Helping Writers Become Authors

Hosted ByK.M. Weiland

Helping Writers Become Authors provides writers help in summoning inspiration, crafting solid characters, outlining and structuring novels, and polishing prose. Learn how to write a book and edit it into a story agents will buy and readers will love. (Music intro by Kevin MacLeod.)


All Episodes

Ep. 577: Making Story Structure Your Own

Here are a five important questions you, as a writer of fiction, can ask yourself to help you in making story structure your own.

Ep. 576: Conflict in Fiction: What It Really Is and Why It’s Important to Plot

There’s nothing incorrect in using confrontation to create conflict in fiction. But to understand conflict as only confrontation is too narrow a definition.

Ep. #575: The Writer’s Inner Critic: 10 Ways to Tell if Yours Is Healthy

Learn how to increase the health and effectiveness of the writer’s inner critic while diminishing toxic effects.

Ep. 574: A Writer’s New Year Reflections: The 6 Gifts I Gave Myself in 2021

Here are this writer’s New Year reflections, focusing on six “gifts” I gave myself and why I believe they were profoundly life-changing.

Ep. 573: The Two Halves of the Climactic Moment

The two halves of the Climactic Moment require the story’s final sequence to offer two very specific beats: Sacrifice and Victory/Failure.

Ep. 572: The Two Halves of the Third Plot Point

The two halves of the Third Plot Point work together to create a scene arc that moves from the False Victory to the Low Moment.

Ep. 571: The Two Halves of the Midpoint

The halves of the Midpoint are unique in story structure in that they mark the dividing line between the two halves of the entire story arc.

Ep. 570: The Two Halves of the First Plot Point

The First Plot Point is often referred to as a threshold, a visual metaphor representing the native two-sidedness of all structural beats.

Ep. 569: The Two Halves of the Inciting Event

A series examining the two important “halves” in each of story structure’s major beats, beginning with the Inciting Event in the First Act.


■ Work task ■
Copy the entries exactly. Their pictures do not belong in the copy.
=== Data provided ===
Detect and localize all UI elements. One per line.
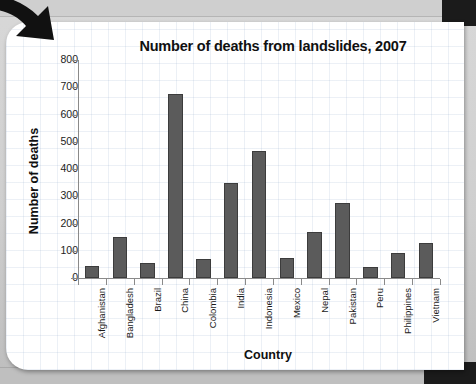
x-tick-mark xyxy=(245,279,246,285)
y-tick-mark xyxy=(71,278,78,279)
y-tick-mark xyxy=(71,169,78,170)
y-tick-label: 700 xyxy=(42,80,78,92)
y-tick-label: 800 xyxy=(42,53,78,65)
y-axis-line xyxy=(78,60,79,279)
x-category-label: Afghanistan xyxy=(96,288,107,338)
bar xyxy=(363,267,377,278)
y-tick-label: 600 xyxy=(42,108,78,120)
bar xyxy=(335,203,349,278)
x-tick-mark xyxy=(273,279,274,285)
x-category-label: Colombia xyxy=(207,288,218,328)
y-axis-label: Number of deaths xyxy=(27,106,41,256)
y-tick-mark xyxy=(71,196,78,197)
y-tick-label: 200 xyxy=(42,217,78,229)
y-tick-mark xyxy=(71,251,78,252)
y-tick-label: 300 xyxy=(42,189,78,201)
x-tick-mark xyxy=(356,279,357,285)
bar xyxy=(307,232,321,278)
x-tick-mark xyxy=(440,279,441,285)
x-category-label: Philippines xyxy=(402,288,413,334)
slide-top-bar xyxy=(0,0,476,17)
bar xyxy=(252,151,266,278)
x-category-label: Bangladesh xyxy=(124,288,135,338)
bar xyxy=(280,258,294,278)
x-tick-mark xyxy=(384,279,385,285)
y-tick-label: 500 xyxy=(42,135,78,147)
y-tick-mark xyxy=(71,142,78,143)
x-category-label: Pakistan xyxy=(347,288,358,324)
x-category-label: Indonesia xyxy=(263,288,274,329)
bar xyxy=(140,263,154,278)
x-tick-mark xyxy=(78,279,79,285)
slide-background: Number of deaths from landslides, 2007 N… xyxy=(0,0,476,384)
x-category-label: Brazil xyxy=(152,288,163,312)
bar xyxy=(113,237,127,278)
bar xyxy=(391,253,405,278)
x-category-label: Peru xyxy=(374,288,385,308)
x-category-label: China xyxy=(179,288,190,313)
x-axis-label: Country xyxy=(78,348,458,362)
x-axis-line xyxy=(78,278,440,279)
x-tick-mark xyxy=(134,279,135,285)
x-tick-mark xyxy=(106,279,107,285)
x-tick-mark xyxy=(301,279,302,285)
bar xyxy=(224,183,238,278)
y-tick-mark xyxy=(71,87,78,88)
bar xyxy=(85,266,99,278)
x-tick-mark xyxy=(329,279,330,285)
bar-chart: Number of deaths from landslides, 2007 N… xyxy=(6,22,464,370)
y-tick-mark xyxy=(71,224,78,225)
x-category-label: Vietnam xyxy=(430,288,441,323)
bar xyxy=(419,243,433,278)
x-tick-mark xyxy=(162,279,163,285)
bar xyxy=(168,94,182,278)
x-category-label: Nepal xyxy=(319,288,330,313)
y-tick-label: 100 xyxy=(42,244,78,256)
x-category-label: India xyxy=(235,288,246,309)
x-category-label: Mexico xyxy=(291,288,302,318)
x-tick-mark xyxy=(189,279,190,285)
x-tick-mark xyxy=(412,279,413,285)
chart-card: Number of deaths from landslides, 2007 N… xyxy=(6,22,464,370)
y-tick-label: 0 xyxy=(42,271,78,283)
y-tick-mark xyxy=(71,115,78,116)
y-tick-label: 400 xyxy=(42,162,78,174)
chart-title: Number of deaths from landslides, 2007 xyxy=(84,38,462,54)
x-tick-mark xyxy=(217,279,218,285)
y-tick-mark xyxy=(71,60,78,61)
bar xyxy=(196,259,210,278)
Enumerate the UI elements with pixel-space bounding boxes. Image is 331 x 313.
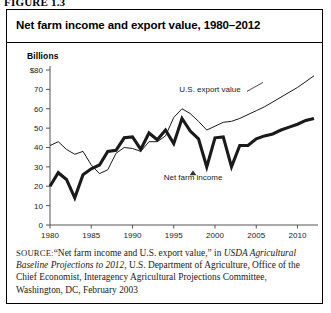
===
■ Output for this exercise ■
Detect and localize all UI elements. One per line.
x-tick-mark xyxy=(245,279,246,285)
y-tick-mark xyxy=(71,278,78,279)
y-tick-mark xyxy=(71,169,78,170)
y-tick-label: 700 xyxy=(42,80,78,92)
y-tick-label: 800 xyxy=(42,53,78,65)
y-axis-line xyxy=(78,60,79,279)
x-category-label: Afghanistan xyxy=(96,288,107,338)
bar xyxy=(363,267,377,278)
y-tick-label: 600 xyxy=(42,108,78,120)
bar xyxy=(335,203,349,278)
x-tick-mark xyxy=(273,279,274,285)
x-category-label: Colombia xyxy=(207,288,218,328)
y-axis-label: Number of deaths xyxy=(27,106,41,256)
y-tick-mark xyxy=(71,196,78,197)
y-tick-label: 200 xyxy=(42,217,78,229)
y-tick-mark xyxy=(71,251,78,252)
y-tick-label: 300 xyxy=(42,189,78,201)
x-tick-mark xyxy=(356,279,357,285)
bar xyxy=(307,232,321,278)
x-tick-mark xyxy=(440,279,441,285)
x-category-label: Philippines xyxy=(402,288,413,334)
slide-top-bar xyxy=(0,0,476,17)
bar xyxy=(252,151,266,278)
x-category-label: Bangladesh xyxy=(124,288,135,338)
bar xyxy=(280,258,294,278)
x-tick-mark xyxy=(384,279,385,285)
y-tick-label: 500 xyxy=(42,135,78,147)
y-tick-mark xyxy=(71,142,78,143)
x-category-label: Pakistan xyxy=(347,288,358,324)
x-category-label: Indonesia xyxy=(263,288,274,329)
bar xyxy=(140,263,154,278)
x-tick-mark xyxy=(78,279,79,285)
slide-background: Number of deaths from landslides, 2007 N… xyxy=(0,0,476,384)
x-category-label: Brazil xyxy=(152,288,163,312)
bar xyxy=(113,237,127,278)
bar xyxy=(391,253,405,278)
x-category-label: Peru xyxy=(374,288,385,308)
x-category-label: China xyxy=(179,288,190,313)
x-axis-label: Country xyxy=(78,348,458,362)
x-axis-line xyxy=(78,278,440,279)
x-tick-mark xyxy=(134,279,135,285)
x-tick-mark xyxy=(106,279,107,285)
x-tick-mark xyxy=(301,279,302,285)
bar xyxy=(224,183,238,278)
y-tick-mark xyxy=(71,87,78,88)
bar xyxy=(85,266,99,278)
x-tick-mark xyxy=(329,279,330,285)
bar-chart: Number of deaths from landslides, 2007 N… xyxy=(6,22,464,370)
y-tick-mark xyxy=(71,224,78,225)
x-category-label: Vietnam xyxy=(430,288,441,323)
bar xyxy=(419,243,433,278)
x-tick-mark xyxy=(162,279,163,285)
bar xyxy=(168,94,182,278)
x-category-label: Nepal xyxy=(319,288,330,313)
y-tick-label: 100 xyxy=(42,244,78,256)
x-category-label: India xyxy=(235,288,246,309)
x-category-label: Mexico xyxy=(291,288,302,318)
x-tick-mark xyxy=(189,279,190,285)
x-tick-mark xyxy=(412,279,413,285)
chart-card: Number of deaths from landslides, 2007 N… xyxy=(6,22,464,370)
y-tick-label: 0 xyxy=(42,271,78,283)
y-tick-mark xyxy=(71,115,78,116)
y-tick-label: 400 xyxy=(42,162,78,174)
chart-title: Number of deaths from landslides, 2007 xyxy=(84,38,462,54)
x-tick-mark xyxy=(217,279,218,285)
y-tick-mark xyxy=(71,60,78,61)
bar xyxy=(196,259,210,278)
Enumerate the UI elements with pixel-space bounding boxes. Image is 331 x 313.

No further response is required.